Find your local specialist

Ask about this lot

ÉDOUARD VUILLARD (1868-1940)

Portrait de Madame Hessel en robe rose accoudée à une table
stamped with the artist's signature 'E Vuillard' (lower right)
oil on board
58.5 x 53.6cm (23 1/16 x 21 1/8in).
Painted circa 1905

Footnotes

Provenance
The artist's studio.
Jacques Blot Collection, Paris.
Augusto Lopes Veira de Abreu Collection, Porto.
Anon. sale, Sotheby's, London, 4 December 1974, lot 13.
Cyril Segal Collection, Israel (acquired at the above sale).
Evelyn Segal Collection, London.
Thence by descent to the present owner.

Literature
A. Salomon & G. Cogeval, Vuillard, The Inexhaustible Glance, Critical Catalogue of Paintings and Pastels, Vol.
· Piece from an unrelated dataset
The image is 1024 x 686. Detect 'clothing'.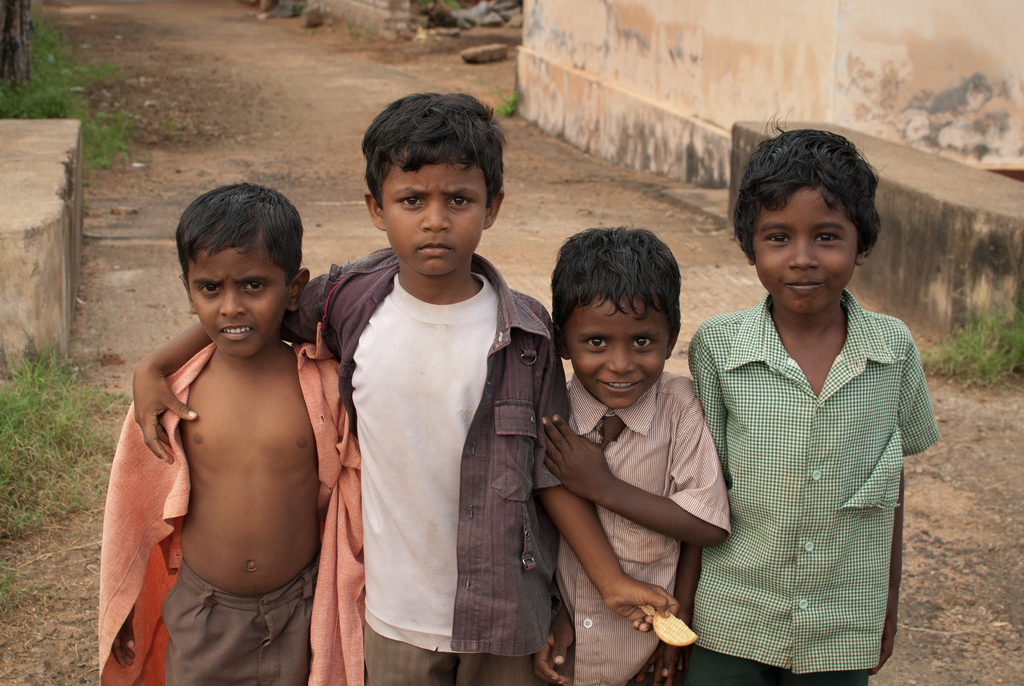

II, Paris, 2003, no. VII - 347 (illustrated p. 713).

Depicted here as a young dark-haired woman in a blush pink dress, Madame Hessel was the wife of the artist's agent Jos Hessel. Vuillard first met the dealer and his wife in 1900 whilst visiting Felix Vallotton near Lausanne, and the three quickly became firm friends. From that year onwards the artist would spend every summer with the couple until his death in 1940. Lucy Hessel became Vuillard's friend, lover, model and muse, and the pair grew old together as an apparently acknowledged couple alongside her official marriage. The Hessels, their friends and their homes would feature in many of Vuillard's paintings over the years.

The present work depicts the small salon in the Hessel apartment on the rue de Rivoli, in which the couple would display a constantly rotating exhibition of artwork. Vuillard was apparently such a frequent visitor to their home that the Hessels' butler dubbed him the 'house painter'. Here, the sitter's figure and dress are treated in the same manner as the brushwork to the rugs and pictures on the wall behind, an effect which serves to unify the disparate elements and pull them together onto one plane. By blurring the boundaries between background and foreground, the composition becomes one of colour, light and pattern, and very much looks back to Vuillard's previous involvement with the Nabis.

Vuillard joined the Nabi brotherhood in 1889 and, together with Sérusier, Denis, Bonnard and Ranson, admired the work of Gauguin, whose use of colour and pattern served to create a flat pictorial surface. This emphasis on the physicality of the picture surface can also be linked to Vuillard's dedicated involvement in theatre design, on which he worked intensely at the end of the nineteenth century. Set design allowed him to specialise in the use of distemper which he would apply to backdrops with a broom, allowing him to quickly lay down colours that would at first appear dull, but would dry to a subtle sheen. We see a similar effect in the present work, which is constructed from a variety of short dabs of paint and contrasting scumbled swirls on the board.

Even during his short involvement with the Nabis, Vuillard eschewed his associates' mystical subjects in favour of depicting his everyday world and that of the three women he lived with at the time – his mother, sister Marie and Grandmother Michaud. Lucy Hessel quickly became Vuillard's preoccupation after their first meeting however, and an undated note written in another hand found tucked into Vuillard's journal for 1907-1908 described her influence thus: 'As for Lucie, guiding light that she is – domination – bewitchment...and totally dazzled by her' (G. Groom, Edouard Vuillard, Painter-Decorator, Patrons and Projects, 1892 – 1912, New Haven & London, 1993, p. 148).